The JPEG Committee doesn’t appreciate Forgent Networks recent license royalty demands based on patents it obtained in a fire sale from Compression Labs, and is setting up a Prior Art website to help stop this kind of thing from happening in the future. (You know, when companies contribute a technology to an open standard in good faith and then go back on their word or sell off the patent they’ve “contributed” to the highest bidder.)
Maybe these contributions need to be more formal? (Um hmm. And maybe I need to just shut up and stop talking crazy before somebody gets hurt…I know, I know…)
The committee has examined these claims briefly, and at present believes that prior art exists in areas in which the patent might claim application to ISO/IEC 10918-1 in its baseline form. The committee have also become aware that other organisations including Philips, and Lucent may also be claiming some elements of intellectual property that might be applied to the original JPEG and JBIG (IS 11544 standards). As a response to this, the JPEG committee will be collecting, through its new web site (to be launched shortly) a substantial repository of prior art and it invites submissions, particularly where the content may be applied to claims of intellectual property. A note will be placed on the web site shortly explaining the process for such submissions.

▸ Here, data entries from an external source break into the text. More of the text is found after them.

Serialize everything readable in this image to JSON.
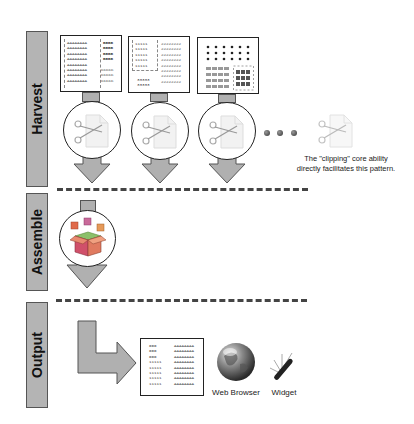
{
  "title_fragment": "...",
  "phases": [
    {
      "id": "harvest",
      "label": "Harvest"
    },
    {
      "id": "assemble",
      "label": "Assemble"
    },
    {
      "id": "output",
      "label": "Output"
    }
  ],
  "harvest": {
    "sources": [
      {
        "name": "source-document-1",
        "lines_a": [
          "AAAAAAAA",
          "AAAAAAAA",
          "AAAAAAAA",
          "AAAAAAAA",
          "AAAAAAAA",
          "AAAAAAAA",
          "AAAAAAAA",
          "AAAAAAAA"
        ],
        "lines_b": [
          "BBBB",
          "BBBB",
          "BBBB",
          "BBBB"
        ],
        "lines_c": [
          "CCCCC",
          "CCCCC",
          "CCCCC"
        ]
      },
      {
        "name": "source-document-2",
        "lines_a": [
          "11111",
          "11111",
          "11111",
          "11111",
          "11111"
        ],
        "lines_b": [
          "22222222",
          "22222222",
          "22222222",
          "22222222",
          "22222222",
          "22222222",
          "22222222",
          "22222222"
        ],
        "lines_c": [
          "33333",
          "33333"
        ]
      },
      {
        "name": "source-document-3"
      }
    ],
    "ellipsis": "• • •",
    "caption_line1": "The \"clipping\" core ability",
    "caption_line2": "directly facilitates this pattern."
  },
  "output": {
    "document": {
      "lines_left": [
        "XXX",
        "XXX",
        "XXX",
        "11111",
        "11111",
        "11111",
        "11111",
        "11111"
      ],
      "lines_right": [
        "AAAAAAAA",
        "AAAAAAAA",
        "AAAAAAAA",
        "AAAAAAAA",
        "AAAAAAAA",
        "AAAAAAAA",
        "AAAAAAAA",
        "AAAAAAAA"
      ]
    },
    "targets": [
      {
        "label": "Web Browser",
        "icon": "globe-icon"
      },
      {
        "label": "Widget",
        "icon": "swiss-army-knife-icon"
      }
    ]
  },
  "colors": {
    "phase_bar": "#b4b4b4",
    "arrow_fill": "#b0b0b0",
    "outline": "#222222",
    "dash": "#444444"
  }
}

This effort will take some time to organise, but the JPEG committee hope to have it in place prior to its next meeting in Shanghai in October 2002.
It has always been a strong goal of the JPEG committee that its standards should be implementable in their baseline form without payment of royalty and license fees, and the committee would like to record their disappointment that some organisations appear to be working in conflict with this goal.